Celebrity swimmer Simpson's last roll of Olympic dice

Cody Simpson is well aware of the challenge awaiting him to make Australia's Paris Games team. (Dave Hunt/AAP PHOTOS)

Cody Simpson has been called many things: pop star, heart-throb, Broadway actor and celebrity swimmer among them.

But his swim coach Michael Bohl says Simpson faces a stern challenge to be called an Olympian.

Simpson will compete in the 100m freestyle on Thursday at Australia's Olympic swimming trials in Brisbane, ahead of his 100m butterfly event on Saturday.

Bohl and the one-time global pop sensation know the magnitude of the task of earning selection for the Paris Olympics starting on July 26.

"He has got to swim PBs (personal bests) to get himself a, through to the final and b, on to the team," Bohl said on Wednesday.

"So it's a challenge but he's as ready as he is ever going to be.

"This is his last throw of the dice and we're hoping that he can get up and just get the best out of himself."

Simpson's mother Angie and father Brad both swam for Australia, at the 1987 Pan-Pacific Games and 1994 Commonwealth Games respectively.
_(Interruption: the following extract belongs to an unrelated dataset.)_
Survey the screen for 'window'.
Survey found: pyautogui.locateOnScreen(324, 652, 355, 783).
A promising junior swimmer, Simpson, aged 12, won two gold medals at the Queensland state championships in 2009.

The same year, the singer-guitarist posted some songs on YouTube and was discovered by an American music manager.
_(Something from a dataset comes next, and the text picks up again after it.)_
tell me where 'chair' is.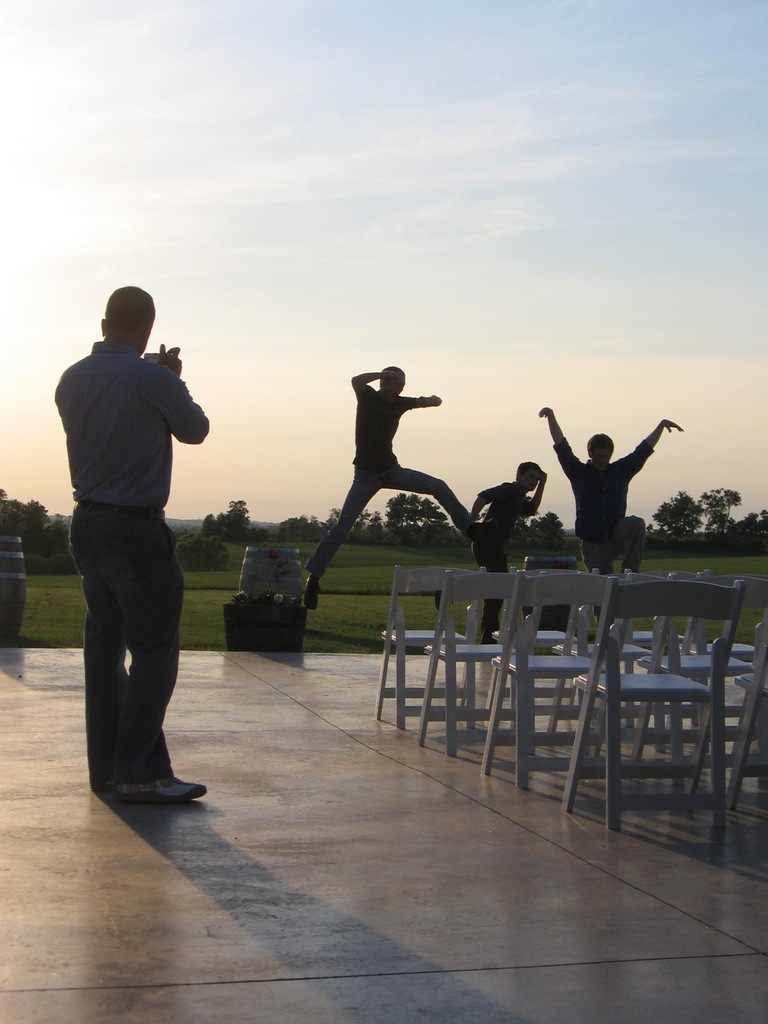
'chair' is at region(367, 562, 481, 735).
His family moved to Los Angeles in 2010 and Simpson became a worldwide pop star who also appeared on Broadway and on numerous American television shows.
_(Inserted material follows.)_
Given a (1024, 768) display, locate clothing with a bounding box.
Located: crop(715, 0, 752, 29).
In 2020, he returned to the pool with an aim of making Australia's team for the Paris Olympics.

"Seems like yesterday it was 2020, getting back in the water raw and wildly unfit having not swum or competed since I was a little boy," the 27-year-old posted to his 5.1 million followers on Instagram this week.

"I've given everything I have morning and night in training to see what I can get out of myself; burnt every boat I could burn in the pursuit.

"I do all of this for the 12-year-old kid in me. He'd be so stoked to know everything that's happened."

Simpson made Australia's team for the 2022 Commonwealth Games in Birmingham.

He won a gold medal as a heat swimmer in Australia's triumphant 4x100m freestyle relay, placed fifth in the 100m butterfly final and reached the semis in the 50m 'fly.

"What he did making the Commonwealth Games team is what he set out to achieve, he wanted to make an Australian team," Bohl said.

"Not that he doesn't want to make this (Olympic) one, he desperately wants to make this.

"But making the Australian (Commonwealth Games) team was a win for him.

"Being out of the sport for a long number of years and coming back and getting in is just testament to his willpower and his discipline, his determination."

Bohl said reality was in the Australian rankings which put Simpson eighth in the 100m freestyle and third in the 100m 'fly.

"For him to make this team it's going to be a huge swim," Bohl said.

"It's possible. But it's expected that it's going to be a challenge for him to do."